Yea, yea, yea - Desktop Windows isn't perfect. The steaming pile that is Vista or was Windows 98 ME proves that.
But if Linux was so good (as many of you slashdotters claim) then gee, people would use it in mass - not on the fringes. You guys can't even complete against something you claim is crap using something you claim is awesome.
Really, you guys are giving away tons of stuff for FREE and you cannot gain market share? That's just pathetic.
Even in the server market where Linux actually competes with Microsoft, your spiffy free OS doesn't dominate. If it was so super awesome then MSFT wouldn't stand a chance against LAMP. The entire Internet would be run by Linux servers - it isn't.
Of course, all kinds of whining fan boys will jump in and say Microsoft isn't being fair. I love this quote from the Slashdot article:
"Once again Microsoft's monopoly means windows is swallowing up another market"
Give me a break - How can Apple have 20+% of the market and MSFT have a monopoly in desktop operating systems? How can a monopoly exist in the face of a free competing product (that would be Linux boys and girls).
Now, I like Linux - I think its super cool in the geeky I-love-cool-technology kind of way. I expect that the major contributors are supper smart developers (Linus for example). I install all the cutesy Ubuntu releases and mess around with them. Its all great fun.
But you Linux fan boys just don't get it. You don't need to build an operating system - you need to build a product that can ship to 100's of millions of people. Linux isn't that. You need one or more companies that can make sure the OEM's can successfully ship Linux on 100's of millions of computers. That doesn't exist either.
Most importantly, enough money must be made to pay all the people to make this happen. This isn't kernel developers - its all the other people (not core product developers) you need to build, ship, and service an operating system product. Those don't exist. Revenue has to come from somewhere to pay these people - if the chief product is free, then the only other place this can come from is charging for people's time - like for support. This doesn't scale - at all. Red Hat has been the working to make money off of Linux for a long time and even they are avoiding the desktop market.
But most importantly, you need to build a product that people want to use. This means a few things:
- It has to be better than Windows; not as good, not sucks less. People are not going to switch from something that works to something else unless that something is way better. Guess what, your competition isn't Vista, or XP. Its Windows-7. W7 for sure doesn't suck. That's the min-bar. Since W7 will ship pretty soon, its really W7 Service Pack 1.
- The applications people will use have to be every bit as good as those on Windows. I don't think better than applies here, the constraint is a little looser. There is goodness here, like FireFox. But the 100's of millions of people using Windows don't care a bit about FOSS - they just want to read their mail, get their homework done, browse the web, fiddle with their pictures, play games, and all the gazzilion other things people want to do with their computers.
The OEM's are also key:
- The OEM's need to be able to put Linux and applications on systems easily, quickly, cheaply. There also must be an engineering staff to debug and fix problems with the system before it ships. If you think Linux is better here than Windows, you are sadly delusional. Windows is not hard for OEM's to ship (yes, it can be a pain in the ass, but its not that hard). This means that Linux has to be cheaper for OEM's to ship in terms of time to market and people's time. The fact that Linux is free and there is no OS derived revenue stream makes this all the harder.
- The OEM's cannot loose money on Linux because of support costs. Linux does not have the maturity that Windows has. People know how to make Windows work, there are tons of people that can help other people. The ability to do this is baked into windows - nobody ever has to go to the command line to do stuff, heck lots of things cannot even be done from he command line.
Ok, so know you've labeled me a Windows fan-boy. Whatever.... But I don't hate Linux - its cool as cool can be an there are some smart capable delvers working on it. But until its better than Windows, the Linux applications are really good, and the OEM's can ship it at scale, then Linux will never be anything but a curiosity on the desktop.
Also remember this; while you may hate MSFT and believe they suck. They also have a lot of really smart people, a really, really mature core OS, and most of all, a big fat revenue stream. They are not going to sit still. So, shoot ahead of the duck.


--- HOW TO COMPLETE THIS TASK ---
What lines in the listing below hold the string "front"? Please copy them out.

--- ENTRIES SUPPLIED ---
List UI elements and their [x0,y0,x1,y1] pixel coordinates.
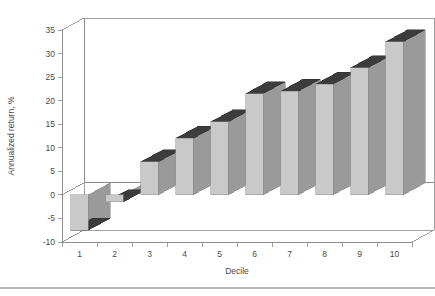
y-tick-label-5: 5 [50,166,55,176]
y-axis-title: Annualized return, % [6,96,16,175]
bar-front-face [281,91,299,195]
x-tick-label-2: 2 [112,249,117,259]
bar-4 [176,126,216,195]
chart-figure: -10-50510152025303512345678910DecileAnnu… [0,0,435,296]
x-axis-title: Decile [225,266,249,276]
y-tick-label-0: 0 [50,190,55,200]
x-tick-label-7: 7 [287,249,292,259]
bar-5 [211,110,251,195]
bar-front-face [71,195,89,230]
bar-front-face [176,138,194,195]
bar-8 [316,72,356,195]
x-tick-label-3: 3 [147,249,152,259]
bar-chart-3d: -10-50510152025303512345678910DecileAnnu… [0,0,435,296]
bar-7 [281,79,321,195]
y-tick-label-35: 35 [46,25,56,35]
y-tick-label--5: -5 [47,213,55,223]
bottom-floor [62,230,434,242]
x-tick-label-5: 5 [217,249,222,259]
bar-6 [246,82,286,195]
x-tick-label-10: 10 [390,249,400,259]
bar-front-face [386,42,404,195]
bar-9 [351,56,391,195]
y-tick-label-25: 25 [46,72,56,82]
x-tick-label-9: 9 [357,249,362,259]
bar-front-face [141,162,159,195]
bar-front-face [106,195,124,202]
y-tick-label-20: 20 [46,96,56,106]
x-tick-label-8: 8 [322,249,327,259]
bar-front-face [246,94,264,195]
y-tick-label-10: 10 [46,143,56,153]
bar-front-face [316,84,334,195]
y-tick-label--10: -10 [43,237,56,247]
bar-10 [386,30,426,195]
bar-front-face [211,122,229,195]
left-wall [62,18,84,195]
x-tick-label-6: 6 [252,249,257,259]
y-tick-label-30: 30 [46,49,56,59]
bar-front-face [351,68,369,195]
x-tick-label-1: 1 [77,249,82,259]
bar-side-face [403,30,425,195]
x-tick-label-4: 4 [182,249,187,259]
y-tick-label-15: 15 [46,119,56,129]
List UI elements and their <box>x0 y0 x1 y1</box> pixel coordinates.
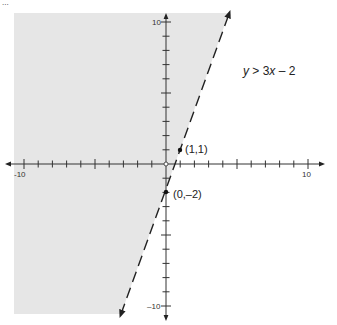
equation-label: y > 3x – 2 <box>242 64 296 78</box>
point-1-1-label: (1,1) <box>185 143 208 155</box>
point-0-neg2-label: (0,–2) <box>173 188 202 200</box>
point-1-1 <box>178 148 182 152</box>
x-min-label: -10 <box>14 170 26 179</box>
y-min-label: –10 <box>147 302 161 311</box>
x-max-label: 10 <box>302 170 311 179</box>
origin-marker <box>164 162 168 166</box>
y-max-label: 10 <box>152 18 161 27</box>
point-0-neg2 <box>164 190 168 194</box>
header-fragment: ... <box>2 0 9 7</box>
inequality-graph: ... -10 10 10 –10 (1,1) (0,–2) y > 3x – … <box>0 0 337 325</box>
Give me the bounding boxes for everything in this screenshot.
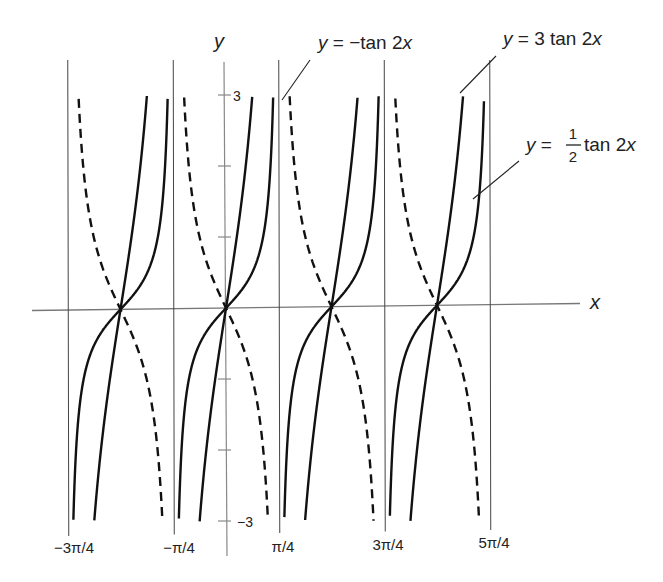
x-axis-label: x (589, 291, 601, 313)
leader-neg-tan (282, 60, 310, 100)
leader-three-tan (460, 56, 496, 93)
asymptote-line (68, 60, 69, 536)
svg-text:y =: y = (524, 134, 552, 155)
x-axis (32, 303, 580, 310)
asymptote-line (279, 60, 280, 533)
annotation-three-tan: y = 3 tan 2x (501, 28, 603, 49)
curve-3tan2x (410, 96, 463, 521)
x-tick-label: 3π/4 (372, 536, 403, 553)
svg-text:tan 2x: tan 2x (584, 134, 637, 155)
annotation-neg-tan: y = −tan 2x (316, 32, 414, 53)
asymptote-line (490, 60, 491, 530)
x-tick-label: π/4 (272, 538, 295, 555)
svg-text:2: 2 (569, 148, 577, 165)
x-tick-label: −π/4 (163, 539, 195, 556)
asymptote-line (173, 60, 174, 535)
annotation-half-tan: y = 1 2 tan 2x (524, 125, 637, 165)
x-tick-label: 5π/4 (478, 534, 509, 551)
y-tick-label-bottom: −3 (237, 514, 253, 530)
tangent-graph: y x 3 −3 −3π/4 −π/4 π/4 3π/4 5π/4 y = −t… (0, 0, 663, 582)
asymptote-line (384, 60, 385, 532)
svg-text:y = −tan 2x: y = −tan 2x (316, 32, 414, 53)
plot-area: y x 3 −3 −3π/4 −π/4 π/4 3π/4 5π/4 y = −t… (0, 0, 663, 582)
curve-neg-tan2x (290, 96, 374, 521)
y-tick-label-top: 3 (233, 88, 241, 104)
y-axis-label: y (212, 30, 225, 52)
x-tick-label: −3π/4 (54, 539, 94, 556)
svg-text:1: 1 (569, 125, 577, 142)
axes (32, 62, 580, 556)
svg-text:y = 3 tan 2x: y = 3 tan 2x (501, 28, 603, 49)
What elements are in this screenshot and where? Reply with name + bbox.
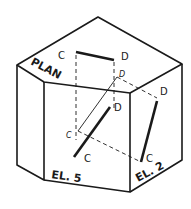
left-face [17,65,44,180]
plan-line-cd [76,52,114,60]
point-proj-c: C [66,131,72,140]
point-proj-d: D [119,70,125,79]
point-el5-c: C [84,153,91,164]
point-el2-c: C [146,153,153,164]
top-face-plan [17,17,182,93]
point-plan-c: C [58,50,65,61]
point-el5-d: D [114,102,122,113]
label-el5: EL. 5 [51,168,83,185]
point-plan-d: D [121,51,129,62]
point-el2-d: D [160,86,168,97]
isometric-projection-diagram: PLAN EL. 5 EL. 2 C D D C D C D C [0,0,191,209]
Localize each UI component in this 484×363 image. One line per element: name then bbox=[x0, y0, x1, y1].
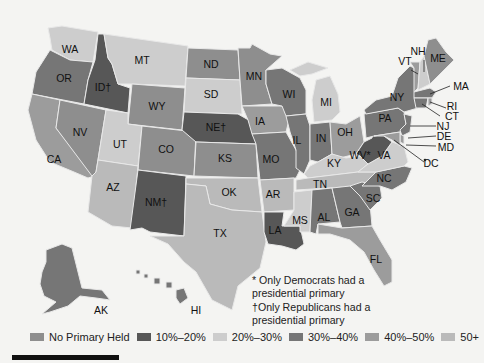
legend-swatch bbox=[289, 333, 303, 341]
label-ND: ND bbox=[203, 58, 219, 70]
label-NE: NE† bbox=[206, 121, 227, 133]
legend: No Primary Held 10%–20% 20%–30% 30%–40% … bbox=[30, 331, 484, 343]
label-WI: WI bbox=[283, 88, 296, 100]
label-ME: ME bbox=[430, 52, 446, 64]
label-WA: WA bbox=[62, 43, 79, 55]
label-IL: IL bbox=[293, 134, 302, 146]
label-OH: OH bbox=[337, 126, 353, 138]
label-DC: DC bbox=[423, 157, 439, 169]
legend-swatch bbox=[137, 333, 151, 341]
label-MO: MO bbox=[263, 153, 280, 165]
label-NC: NC bbox=[376, 172, 392, 184]
legend-item-none: No Primary Held bbox=[30, 331, 130, 343]
legend-item-50-plus: 50+ bbox=[441, 331, 479, 343]
label-OK: OK bbox=[221, 186, 236, 198]
label-TN: TN bbox=[313, 178, 327, 190]
label-OR: OR bbox=[56, 72, 72, 84]
label-WY: WY bbox=[149, 100, 166, 112]
label-MN: MN bbox=[246, 70, 262, 82]
label-UT: UT bbox=[113, 138, 128, 150]
label-CO: CO bbox=[158, 143, 174, 155]
label-AZ: AZ bbox=[106, 181, 120, 193]
label-NY: NY bbox=[390, 91, 405, 103]
legend-swatch bbox=[213, 333, 227, 341]
label-GA: GA bbox=[344, 206, 359, 218]
legend-label: 20%–30% bbox=[232, 331, 282, 343]
label-IA: IA bbox=[255, 115, 265, 127]
footnote-republicans: †Only Republicans had a bbox=[252, 301, 370, 314]
label-SC: SC bbox=[366, 192, 381, 204]
label-AL: AL bbox=[318, 211, 331, 223]
state-DE[interactable] bbox=[400, 134, 404, 144]
dc-marker bbox=[424, 159, 427, 162]
footnotes: * Only Democrats had a presidential prim… bbox=[252, 274, 370, 328]
legend-item-40-50: 40%–50% bbox=[365, 331, 434, 343]
label-NV: NV bbox=[73, 126, 88, 138]
legend-label: 50+ bbox=[460, 331, 479, 343]
label-FL: FL bbox=[370, 253, 382, 265]
label-MA: MA bbox=[453, 80, 469, 92]
label-KY: KY bbox=[327, 157, 341, 169]
label-MS: MS bbox=[292, 214, 308, 226]
label-IN: IN bbox=[316, 132, 327, 144]
legend-swatch bbox=[30, 333, 44, 341]
label-MD: MD bbox=[438, 141, 455, 153]
label-VA: VA bbox=[377, 149, 390, 161]
legend-swatch bbox=[365, 333, 379, 341]
legend-label: 40%–50% bbox=[384, 331, 434, 343]
label-MT: MT bbox=[134, 54, 150, 66]
label-WV: WV* bbox=[350, 149, 371, 161]
label-CA: CA bbox=[47, 153, 62, 165]
label-AK: AK bbox=[94, 304, 108, 316]
state-NY[interactable] bbox=[364, 66, 418, 114]
label-PA: PA bbox=[378, 112, 391, 124]
legend-item-20-30: 20%–30% bbox=[213, 331, 282, 343]
label-ID: ID† bbox=[95, 81, 112, 93]
footnote-republicans-cont: presidential primary bbox=[252, 314, 370, 327]
label-HI: HI bbox=[191, 304, 202, 316]
legend-item-10-20: 10%–20% bbox=[137, 331, 206, 343]
legend-label: No Primary Held bbox=[49, 331, 130, 343]
label-NM: NM† bbox=[145, 196, 167, 208]
label-NH: NH bbox=[410, 45, 425, 57]
label-KS: KS bbox=[218, 152, 232, 164]
footnote-democrats: * Only Democrats had a bbox=[252, 274, 370, 287]
label-AR: AR bbox=[266, 188, 281, 200]
label-SD: SD bbox=[204, 88, 219, 100]
label-MI: MI bbox=[320, 96, 332, 108]
decorative-rule bbox=[12, 355, 119, 360]
legend-label: 10%–20% bbox=[156, 331, 206, 343]
legend-label: 30%–40% bbox=[308, 331, 358, 343]
label-TX: TX bbox=[213, 227, 226, 239]
state-HI[interactable] bbox=[136, 270, 188, 304]
footnote-democrats-cont: presidential primary bbox=[252, 287, 370, 300]
legend-item-30-40: 30%–40% bbox=[289, 331, 358, 343]
legend-swatch bbox=[441, 333, 455, 341]
label-LA: LA bbox=[269, 224, 282, 236]
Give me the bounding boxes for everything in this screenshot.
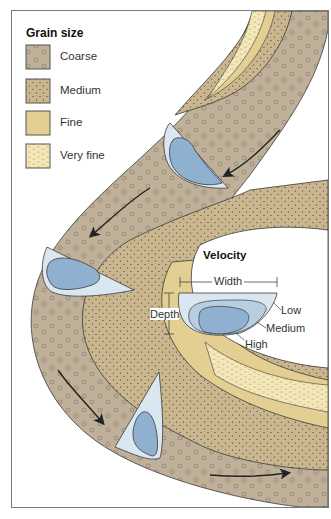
- velocity-title: Velocity: [203, 249, 246, 261]
- legend-swatch-medium: [26, 79, 50, 103]
- legend-swatch-coarse: [26, 45, 50, 69]
- legend-swatch-fine: [26, 111, 50, 135]
- meandering-river-diagram: [0, 0, 331, 519]
- legend-label-fine: Fine: [60, 116, 82, 128]
- legend-swatch-very-fine: [26, 144, 50, 168]
- width-label: Width: [212, 275, 244, 287]
- legend-label-coarse: Coarse: [60, 50, 97, 62]
- velocity-label-medium: Medium: [266, 322, 305, 334]
- velocity-label-low: Low: [281, 304, 301, 316]
- legend-label-very-fine: Very fine: [60, 149, 105, 161]
- velocity-label-high: High: [245, 338, 268, 350]
- depth-label: Depth: [150, 308, 179, 320]
- legend-label-medium: Medium: [60, 84, 101, 96]
- legend-title: Grain size: [26, 26, 83, 40]
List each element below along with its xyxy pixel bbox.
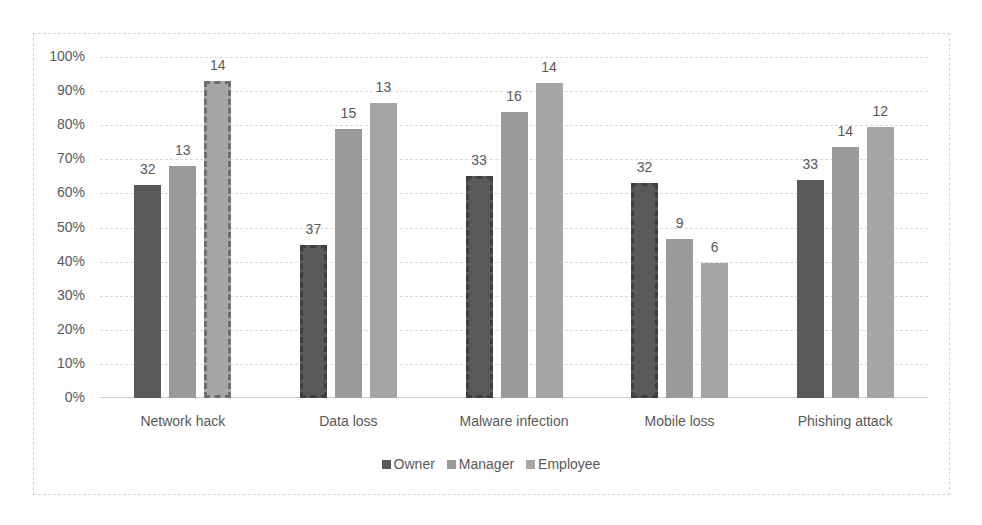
bar-owner[interactable] [300,245,327,398]
bar-manager[interactable] [335,129,362,398]
bar-manager[interactable] [501,112,528,398]
y-tick-label: 30% [30,287,85,303]
data-label: 16 [494,88,534,104]
y-tick-label: 80% [30,116,85,132]
data-label: 14 [198,57,238,73]
data-label: 14 [825,123,865,139]
data-label: 37 [293,221,333,237]
data-label: 15 [328,105,368,121]
x-tick-label: Phishing attack [765,413,925,429]
data-label: 33 [459,152,499,168]
legend-item-employee[interactable]: Employee [526,456,600,472]
data-label: 9 [660,215,700,231]
y-tick-label: 20% [30,321,85,337]
x-tick-label: Malware infection [434,413,594,429]
data-label: 13 [163,142,203,158]
bar-manager[interactable] [666,239,693,398]
bar-manager[interactable] [169,166,196,398]
bar-employee[interactable] [204,81,231,398]
x-tick-label: Data loss [268,413,428,429]
legend-item-manager[interactable]: Manager [447,456,514,472]
legend-label-employee: Employee [538,456,600,472]
bar-owner[interactable] [631,183,658,398]
x-tick-label: Network hack [103,413,263,429]
bar-employee[interactable] [701,263,728,398]
bar-owner[interactable] [797,180,824,398]
bar-employee[interactable] [867,127,894,398]
data-label: 33 [790,156,830,172]
legend: Owner Manager Employee [0,456,982,472]
y-tick-label: 70% [30,150,85,166]
bar-owner[interactable] [134,185,161,398]
bar-employee[interactable] [370,103,397,398]
x-tick-label: Mobile loss [600,413,760,429]
data-label: 32 [625,159,665,175]
y-tick-label: 90% [30,82,85,98]
data-label: 13 [363,79,403,95]
bar-manager[interactable] [832,147,859,398]
plot-area: 3213143715133316143296331412 [100,57,928,398]
legend-item-owner[interactable]: Owner [382,456,435,472]
y-tick-label: 100% [30,48,85,64]
y-tick-label: 0% [30,389,85,405]
bar-owner[interactable] [466,176,493,398]
legend-swatch-owner [382,460,391,469]
y-tick-label: 50% [30,219,85,235]
legend-label-manager: Manager [459,456,514,472]
legend-label-owner: Owner [394,456,435,472]
data-label: 14 [529,59,569,75]
y-tick-label: 40% [30,253,85,269]
legend-swatch-manager [447,460,456,469]
legend-swatch-employee [526,460,535,469]
y-tick-label: 60% [30,184,85,200]
y-tick-label: 10% [30,355,85,371]
data-label: 32 [128,161,168,177]
data-label: 6 [695,239,735,255]
data-label: 12 [860,103,900,119]
bar-employee[interactable] [536,83,563,398]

--- TASK SOLUTION ---
bar-front-face [281,91,299,195]
bar-front-face [71,195,89,230]
bar-front-face [176,138,194,195]
bar-front-face [386,42,404,195]
bar-front-face [141,162,159,195]
bar-front-face [106,195,124,202]
bar-front-face [246,94,264,195]
bar-front-face [316,84,334,195]
bar-front-face [211,122,229,195]
bar-front-face [351,68,369,195]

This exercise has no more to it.